Lady Chatterley's Lover Chapter 4 Summary

  • Have you ever gone out with someone even though you know the relationship is doomed? Yeah, us too—and Connie, as it turns out. 
  • She knows that her little affair with Michaelis isn't going anywhere, because he's completely incapable of sustaining a relationship. There may be plenty of fish in the sea, but most of them are fish you wouldn't want to bother eating. (Or having sex with, presumably.)
  • Meanwhile, Clifford is getting rich and famous. His friends come visit him, and, between playing video games and drinking beer, they talk about sex. You know, like guys do.
  • There are three in particular: astronomer Charles May, officer Tommy Dukes, and writer Arnold Hammond. 
  • All of them agree that what you do in bed is your own business—and maybe the business of the person you're in bed with, but not necessarily. As Hammond puts it: you don't follow someone into the bathroom, so why would you follow him into his bedroom?
  • Charles gets a little nasty and asks if Hammond wouldn't mind if he started flirting with Hammond's wife, Julia, since it's all supposed to be so private. (Um, Charles actually did flirt with Hammond's wife, so it's not a totally innocent question.) Hammond flatteringly compares Charles flirting with Julia to Charles "urinat[ing] in a corner of [his] drawing-room" (4.9). 
  • Things start to get ugly when Tommy jumps in. He's got ideas from being in the army, and he says that the big problem with the world today is that individuality is over-developed.
  • Everyone's obsessed with success, and men think that having a nice little wife will help them be successful. (Probably true: if someone else is doing all the housework, you've got a lot more time to write your plays.) 
  • May admits that money makes the world go 'round, but he also thinks that we make way too big a deal out of sex. Really, what's the difference between talking and having sex? (Um, we can think of a few.) 
  • This argument goes on for a while, with May insisting that sex is a normal biological function and he'd no sooner go without—or overdo it—than he'd starve himself or gorge himself on food, and Hammond snidely comparing him to a rabbit. 
  • Tommy Dukes interrupts to point out that sex and talking are at least similar: you can't do one without having some interest in the other person. 
  • May one-ups him with an etiquette lesson:if you're interested in a girl, it's really only polite to sleep with her. 
  • The bickering goes on, and finally they remember Clifford. What does he think? 
  • Clifford thinks that sex "perfects the intimacy" between two people (4.38), and you can practically hear Connie rolling her eyes. She's been sitting there silent the whole time with her sewing, all proper and lady-like and keeping the party from being a big sausage fest. She likes listening to them talk. It's like a big orgy, only with words instead of sex, and it never really gets anywhere. 
  • Of course they don't just talk about sex; sometimes they move on to love. Tommy Dukes really shines on love. He lays into intellectuals for being mean-spirited and turning on each other behind each other's backs—himself most of all. 
  • There's a new guy, Berry, and he makes the mistake of trying to join the conversation. Dukes just laughs at him and keeps going in a long speech.Here's his main point: if you're all brain and no body, you'll wither up and die like a "plucked apple" (4.57). 
  • Berry interrupts again with a total non-sequitur, wanting to know what everyone thinks of Bolshevism (the kind of socialism that had taken power in Russia and made it into the USSR). No one thinks much of socialism. They pretty much agree that Bolshevism turns you into a man-machine so you lose all your individuality in hating the bourgeois.
  • In other words, modern people might think too much about themselves, but the answer isn't socialism.
    Berry, who seems to have as much trouble following the conversation as we do, pipes up with another non-sequitur: what about love?
  • What about it, Tommy asks? No way. He believes in four things: compassion (having a good heart), manliness ("a chirpy penis"), intelligence, and "the courage to say 'shit!' in front of a lady" (4.80). Unfortunately, he's 0 for 4 on that front.
  • Finally Connie decides to speak up and defend her sex, saying that there are nice women in the world. The men get their turn to roll their eyes, and Dukes insists that the best thing is just to avoid women all together—to stay pure.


Across the entries below, how many lines contain the string "Kornzweig"? Only the number is wanted.

*** Opening Information supplied ***

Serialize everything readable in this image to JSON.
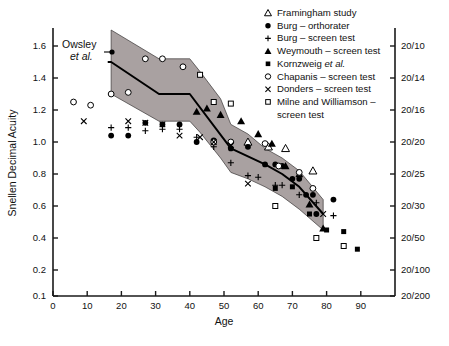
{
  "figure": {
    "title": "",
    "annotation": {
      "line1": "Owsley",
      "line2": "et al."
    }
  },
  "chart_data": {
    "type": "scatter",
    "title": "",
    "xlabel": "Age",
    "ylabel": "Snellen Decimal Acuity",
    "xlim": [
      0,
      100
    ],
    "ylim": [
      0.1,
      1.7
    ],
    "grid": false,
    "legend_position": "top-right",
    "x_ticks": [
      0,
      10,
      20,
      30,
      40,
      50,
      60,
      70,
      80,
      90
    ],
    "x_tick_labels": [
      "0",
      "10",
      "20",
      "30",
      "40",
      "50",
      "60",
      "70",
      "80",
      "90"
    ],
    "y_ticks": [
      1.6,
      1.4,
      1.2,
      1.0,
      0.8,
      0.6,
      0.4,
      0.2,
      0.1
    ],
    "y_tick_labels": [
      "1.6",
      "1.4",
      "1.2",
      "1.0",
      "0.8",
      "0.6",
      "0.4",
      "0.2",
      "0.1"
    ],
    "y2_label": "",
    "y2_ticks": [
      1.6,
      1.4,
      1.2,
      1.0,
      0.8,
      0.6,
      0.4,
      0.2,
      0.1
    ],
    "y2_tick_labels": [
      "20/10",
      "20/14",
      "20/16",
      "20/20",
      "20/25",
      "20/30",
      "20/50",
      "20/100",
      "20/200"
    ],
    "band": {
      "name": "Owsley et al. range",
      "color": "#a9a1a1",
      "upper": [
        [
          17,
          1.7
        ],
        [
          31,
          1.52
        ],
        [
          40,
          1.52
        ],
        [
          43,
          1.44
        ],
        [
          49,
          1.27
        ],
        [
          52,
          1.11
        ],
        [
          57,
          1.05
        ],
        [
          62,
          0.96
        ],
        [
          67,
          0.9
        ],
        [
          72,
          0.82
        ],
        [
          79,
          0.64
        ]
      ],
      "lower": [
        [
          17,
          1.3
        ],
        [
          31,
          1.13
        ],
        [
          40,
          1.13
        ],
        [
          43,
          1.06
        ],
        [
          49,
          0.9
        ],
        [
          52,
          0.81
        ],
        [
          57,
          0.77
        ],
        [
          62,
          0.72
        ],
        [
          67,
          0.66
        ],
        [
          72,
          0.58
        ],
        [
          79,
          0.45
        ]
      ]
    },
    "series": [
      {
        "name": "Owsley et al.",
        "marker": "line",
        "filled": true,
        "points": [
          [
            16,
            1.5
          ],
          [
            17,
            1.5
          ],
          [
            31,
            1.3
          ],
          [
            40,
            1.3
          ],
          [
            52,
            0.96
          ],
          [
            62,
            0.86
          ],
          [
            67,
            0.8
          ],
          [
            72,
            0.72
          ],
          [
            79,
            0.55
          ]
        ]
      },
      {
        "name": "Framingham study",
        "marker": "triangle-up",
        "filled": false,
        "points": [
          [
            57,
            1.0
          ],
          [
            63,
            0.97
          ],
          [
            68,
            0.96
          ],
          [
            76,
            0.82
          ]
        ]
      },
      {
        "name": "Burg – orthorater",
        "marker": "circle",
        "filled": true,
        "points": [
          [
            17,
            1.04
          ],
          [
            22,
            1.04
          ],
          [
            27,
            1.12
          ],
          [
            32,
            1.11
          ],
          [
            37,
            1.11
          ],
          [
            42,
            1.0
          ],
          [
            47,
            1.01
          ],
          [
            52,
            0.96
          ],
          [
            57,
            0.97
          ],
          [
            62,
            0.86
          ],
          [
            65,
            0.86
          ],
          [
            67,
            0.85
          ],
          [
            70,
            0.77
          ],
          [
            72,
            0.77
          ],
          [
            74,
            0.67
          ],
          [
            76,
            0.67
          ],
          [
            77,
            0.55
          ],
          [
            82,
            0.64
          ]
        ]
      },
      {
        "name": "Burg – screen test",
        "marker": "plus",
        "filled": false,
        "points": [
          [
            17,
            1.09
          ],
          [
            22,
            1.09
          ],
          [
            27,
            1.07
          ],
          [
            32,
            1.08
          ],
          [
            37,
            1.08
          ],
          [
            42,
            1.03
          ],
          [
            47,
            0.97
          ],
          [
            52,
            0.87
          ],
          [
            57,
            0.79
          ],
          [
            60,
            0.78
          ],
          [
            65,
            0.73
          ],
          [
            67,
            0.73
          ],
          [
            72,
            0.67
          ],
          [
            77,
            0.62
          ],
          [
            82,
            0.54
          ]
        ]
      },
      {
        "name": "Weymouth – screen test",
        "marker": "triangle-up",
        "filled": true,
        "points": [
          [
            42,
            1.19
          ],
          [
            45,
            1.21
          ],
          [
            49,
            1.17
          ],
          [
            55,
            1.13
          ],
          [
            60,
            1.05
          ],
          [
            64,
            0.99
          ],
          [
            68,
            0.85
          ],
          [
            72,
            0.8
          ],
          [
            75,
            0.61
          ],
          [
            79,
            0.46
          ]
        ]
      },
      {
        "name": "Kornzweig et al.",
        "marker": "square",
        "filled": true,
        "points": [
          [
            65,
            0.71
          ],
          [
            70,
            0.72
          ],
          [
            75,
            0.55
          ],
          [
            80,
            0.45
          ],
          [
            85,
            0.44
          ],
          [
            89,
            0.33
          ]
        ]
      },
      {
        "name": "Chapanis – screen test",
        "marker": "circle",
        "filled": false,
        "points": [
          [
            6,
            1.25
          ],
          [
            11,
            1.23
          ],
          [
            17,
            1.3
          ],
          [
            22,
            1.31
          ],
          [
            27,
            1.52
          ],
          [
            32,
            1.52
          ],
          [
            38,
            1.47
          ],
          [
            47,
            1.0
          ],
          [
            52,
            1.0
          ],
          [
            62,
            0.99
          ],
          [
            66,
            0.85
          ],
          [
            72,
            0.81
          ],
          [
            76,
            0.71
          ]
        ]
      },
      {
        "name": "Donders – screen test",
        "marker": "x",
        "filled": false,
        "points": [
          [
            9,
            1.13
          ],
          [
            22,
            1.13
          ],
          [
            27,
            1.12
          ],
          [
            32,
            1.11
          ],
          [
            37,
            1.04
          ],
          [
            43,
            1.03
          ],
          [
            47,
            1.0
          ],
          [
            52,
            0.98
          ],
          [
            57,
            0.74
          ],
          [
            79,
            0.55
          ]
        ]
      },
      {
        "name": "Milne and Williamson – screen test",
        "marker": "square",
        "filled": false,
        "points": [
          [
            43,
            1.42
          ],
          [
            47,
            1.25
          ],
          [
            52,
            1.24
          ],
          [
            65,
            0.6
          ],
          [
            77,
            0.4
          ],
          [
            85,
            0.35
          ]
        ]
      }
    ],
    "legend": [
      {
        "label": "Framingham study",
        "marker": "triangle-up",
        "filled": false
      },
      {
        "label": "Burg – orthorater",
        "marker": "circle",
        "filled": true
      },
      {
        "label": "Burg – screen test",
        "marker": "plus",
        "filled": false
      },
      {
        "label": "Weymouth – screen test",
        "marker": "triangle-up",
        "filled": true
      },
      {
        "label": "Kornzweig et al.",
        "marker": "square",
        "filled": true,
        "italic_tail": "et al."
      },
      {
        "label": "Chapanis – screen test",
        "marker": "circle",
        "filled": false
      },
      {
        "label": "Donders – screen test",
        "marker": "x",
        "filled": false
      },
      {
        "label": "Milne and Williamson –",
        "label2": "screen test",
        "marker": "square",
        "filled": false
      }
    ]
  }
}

*** Closing Information supplied ***
*** Opening Information supplied ***

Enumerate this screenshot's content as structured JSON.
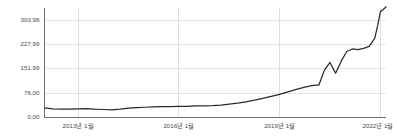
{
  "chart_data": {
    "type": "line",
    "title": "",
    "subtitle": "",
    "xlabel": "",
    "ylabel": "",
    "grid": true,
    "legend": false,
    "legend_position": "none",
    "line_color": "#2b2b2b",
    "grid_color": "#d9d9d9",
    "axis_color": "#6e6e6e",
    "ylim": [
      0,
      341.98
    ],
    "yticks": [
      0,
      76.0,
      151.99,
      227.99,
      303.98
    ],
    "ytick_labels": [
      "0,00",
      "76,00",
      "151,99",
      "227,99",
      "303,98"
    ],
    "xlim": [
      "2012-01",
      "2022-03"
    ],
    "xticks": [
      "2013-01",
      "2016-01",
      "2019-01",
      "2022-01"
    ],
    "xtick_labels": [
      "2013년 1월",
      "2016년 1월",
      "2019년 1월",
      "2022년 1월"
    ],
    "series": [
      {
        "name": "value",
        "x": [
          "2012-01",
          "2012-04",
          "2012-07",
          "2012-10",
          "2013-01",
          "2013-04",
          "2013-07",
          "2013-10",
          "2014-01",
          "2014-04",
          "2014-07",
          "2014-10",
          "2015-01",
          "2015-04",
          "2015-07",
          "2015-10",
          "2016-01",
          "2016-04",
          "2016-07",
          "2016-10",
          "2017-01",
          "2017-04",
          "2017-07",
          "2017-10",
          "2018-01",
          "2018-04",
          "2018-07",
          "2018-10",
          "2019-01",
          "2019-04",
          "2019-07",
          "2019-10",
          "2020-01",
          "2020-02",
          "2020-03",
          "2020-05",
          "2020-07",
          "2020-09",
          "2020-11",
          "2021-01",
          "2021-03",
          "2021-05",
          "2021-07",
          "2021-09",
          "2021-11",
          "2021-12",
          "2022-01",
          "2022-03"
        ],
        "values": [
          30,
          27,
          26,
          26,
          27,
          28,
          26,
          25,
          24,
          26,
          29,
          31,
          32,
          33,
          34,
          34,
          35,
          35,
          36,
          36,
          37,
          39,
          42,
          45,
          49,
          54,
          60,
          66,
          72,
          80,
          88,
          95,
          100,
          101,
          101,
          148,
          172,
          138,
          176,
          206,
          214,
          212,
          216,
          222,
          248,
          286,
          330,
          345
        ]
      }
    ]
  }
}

*** Closing Information supplied ***
*** Opening Information supplied ***

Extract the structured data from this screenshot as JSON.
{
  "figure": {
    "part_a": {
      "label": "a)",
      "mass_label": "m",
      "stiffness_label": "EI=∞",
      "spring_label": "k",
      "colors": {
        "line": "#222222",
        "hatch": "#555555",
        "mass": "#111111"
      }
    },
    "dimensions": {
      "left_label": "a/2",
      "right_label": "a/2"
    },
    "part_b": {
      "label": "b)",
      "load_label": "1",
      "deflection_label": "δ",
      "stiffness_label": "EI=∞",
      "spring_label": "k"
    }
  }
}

*** Closing Information supplied ***

Task response: 2